The claim about people in the Middle East is not advanced by those who do advance it on the grounds that men and women of their race haven’t the capacity to handle democracy. Few if any attribute their supposed inability to race. If there is anything to the skepticism about those in the Middle East and elsewhere managing to live under a democratic polity, it has to do with something entirely different.
Before continuing, it is worthwhile to mention that all the talk about democracy by members of the Bush team is too loose. Simple, unqualified democracy is not a just system of politics. It is no accident that from Socrates to the American Founders many wise and prudent political thinkers had doubts about democracy per se. For what is so wonderful, or just, about a system that simply places the majority in a position of superiority, with the minority subordinate to it? If that majority is wrong, why does it matter that it is more numerous than those in the minority?

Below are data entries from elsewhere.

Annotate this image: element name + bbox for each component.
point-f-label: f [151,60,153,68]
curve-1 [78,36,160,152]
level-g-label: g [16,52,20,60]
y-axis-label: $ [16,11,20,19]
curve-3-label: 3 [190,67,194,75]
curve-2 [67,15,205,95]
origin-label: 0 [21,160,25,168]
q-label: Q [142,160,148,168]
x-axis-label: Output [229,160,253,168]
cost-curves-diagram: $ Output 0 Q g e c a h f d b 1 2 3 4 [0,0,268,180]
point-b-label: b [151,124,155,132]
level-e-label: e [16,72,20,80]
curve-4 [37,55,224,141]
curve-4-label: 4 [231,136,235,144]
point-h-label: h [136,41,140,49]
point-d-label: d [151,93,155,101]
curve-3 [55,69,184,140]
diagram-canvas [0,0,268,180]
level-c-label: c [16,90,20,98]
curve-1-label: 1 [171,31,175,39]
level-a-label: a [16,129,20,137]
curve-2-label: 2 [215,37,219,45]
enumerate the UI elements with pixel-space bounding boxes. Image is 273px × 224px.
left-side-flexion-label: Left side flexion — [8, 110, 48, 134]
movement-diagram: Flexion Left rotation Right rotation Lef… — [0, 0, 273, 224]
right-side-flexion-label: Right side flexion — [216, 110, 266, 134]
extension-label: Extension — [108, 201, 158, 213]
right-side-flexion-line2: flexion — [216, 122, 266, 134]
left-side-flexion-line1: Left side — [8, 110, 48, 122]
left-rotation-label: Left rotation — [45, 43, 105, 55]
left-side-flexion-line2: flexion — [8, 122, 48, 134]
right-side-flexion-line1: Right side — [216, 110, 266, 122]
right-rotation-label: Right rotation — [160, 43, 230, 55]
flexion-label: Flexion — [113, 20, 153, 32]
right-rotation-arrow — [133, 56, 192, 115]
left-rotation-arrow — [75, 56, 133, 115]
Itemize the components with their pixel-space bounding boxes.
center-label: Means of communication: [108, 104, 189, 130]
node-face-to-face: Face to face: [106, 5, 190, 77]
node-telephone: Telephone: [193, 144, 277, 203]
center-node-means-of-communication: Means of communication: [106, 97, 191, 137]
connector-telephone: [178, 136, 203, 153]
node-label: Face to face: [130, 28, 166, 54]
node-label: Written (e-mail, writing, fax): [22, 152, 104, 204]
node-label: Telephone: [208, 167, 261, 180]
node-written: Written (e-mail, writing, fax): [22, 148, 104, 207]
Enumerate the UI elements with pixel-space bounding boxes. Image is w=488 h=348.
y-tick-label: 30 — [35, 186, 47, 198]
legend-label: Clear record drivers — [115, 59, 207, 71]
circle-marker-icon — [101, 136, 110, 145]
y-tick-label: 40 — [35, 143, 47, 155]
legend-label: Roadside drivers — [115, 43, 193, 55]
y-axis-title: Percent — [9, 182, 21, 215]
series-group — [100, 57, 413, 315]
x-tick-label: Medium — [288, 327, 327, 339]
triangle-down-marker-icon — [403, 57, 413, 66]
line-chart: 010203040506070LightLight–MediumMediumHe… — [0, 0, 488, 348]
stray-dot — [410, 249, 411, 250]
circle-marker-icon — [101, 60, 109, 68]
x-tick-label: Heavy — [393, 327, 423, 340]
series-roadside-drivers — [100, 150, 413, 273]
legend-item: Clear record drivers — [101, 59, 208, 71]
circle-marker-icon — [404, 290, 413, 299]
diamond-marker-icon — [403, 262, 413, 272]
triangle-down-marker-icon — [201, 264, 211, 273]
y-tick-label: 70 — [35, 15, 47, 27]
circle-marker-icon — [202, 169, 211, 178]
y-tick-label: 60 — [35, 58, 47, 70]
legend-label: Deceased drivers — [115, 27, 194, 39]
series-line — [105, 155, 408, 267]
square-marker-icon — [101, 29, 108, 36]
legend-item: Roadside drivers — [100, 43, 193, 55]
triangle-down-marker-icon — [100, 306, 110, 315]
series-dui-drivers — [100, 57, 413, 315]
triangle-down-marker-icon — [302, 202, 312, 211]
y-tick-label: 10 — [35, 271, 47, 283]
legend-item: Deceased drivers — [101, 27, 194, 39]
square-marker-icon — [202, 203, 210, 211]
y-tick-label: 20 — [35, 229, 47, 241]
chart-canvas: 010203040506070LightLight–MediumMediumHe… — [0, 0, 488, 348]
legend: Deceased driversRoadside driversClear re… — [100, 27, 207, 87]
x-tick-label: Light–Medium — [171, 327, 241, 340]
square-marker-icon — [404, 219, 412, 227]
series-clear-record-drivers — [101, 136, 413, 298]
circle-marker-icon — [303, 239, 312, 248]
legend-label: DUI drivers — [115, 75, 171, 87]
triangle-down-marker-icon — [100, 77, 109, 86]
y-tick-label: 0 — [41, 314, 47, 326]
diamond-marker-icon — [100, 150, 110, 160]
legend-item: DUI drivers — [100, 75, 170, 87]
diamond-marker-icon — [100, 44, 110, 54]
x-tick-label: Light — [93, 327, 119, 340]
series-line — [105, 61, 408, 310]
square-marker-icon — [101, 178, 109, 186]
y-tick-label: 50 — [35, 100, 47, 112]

In fact, the only kind of democracy that deserves support is the classical liberal variety, one strictly limited by the individual rights of the citizenry to their lives, liberties, property, religious worship, etc. Any democracy not so limited is no better than a dictatorship or tyranny by one individual or a small group. Possibly, agreement among members of a majority would be more difficult to achieve if they were all wrong, although 50 million Frenchman can be, as the old saying goes!
But let’s get back to Secretary Rice and her bad analogy. It is perfectly reasonable to hold that some people have chosen ideas and ideals to live by that are incompatible with any kind of democratic government, liberal or not. We certainly know of people who chose to place themselves into subservience—the followers of cult leader Jim Jones come to mind, or of the Reverend Moon, or other powerful leaders of religious and other organizations. The majority of Germans gave Adolph Hitler absolute power and thereby rejected democracy out of conviction, not because of some innate inability.
Many who have been examining President Bush’s drive to bring democracy to the Middle East—and indeed the entire notion, beginning with President Woodrow Wilson, to spread democracy across the world—dispute the idea not because they are racists who think people over there haven’t got it in them to act democratically. No. The skepticism comes from the observation of a very long history of people either having freely rejected democracy or having voluntarily placed themselves under the rule of others they deem wiser and more virtuous than themselves. Or because they are too severely controlled by some elite or clergy.
Wherever a situation like this prevails, for whatever psychological, philosophical, religious, or other reasons, it is not unreasonable—and certainly not racist—to be doubtful that America can turn the place into a functioning democracy, especially via military force.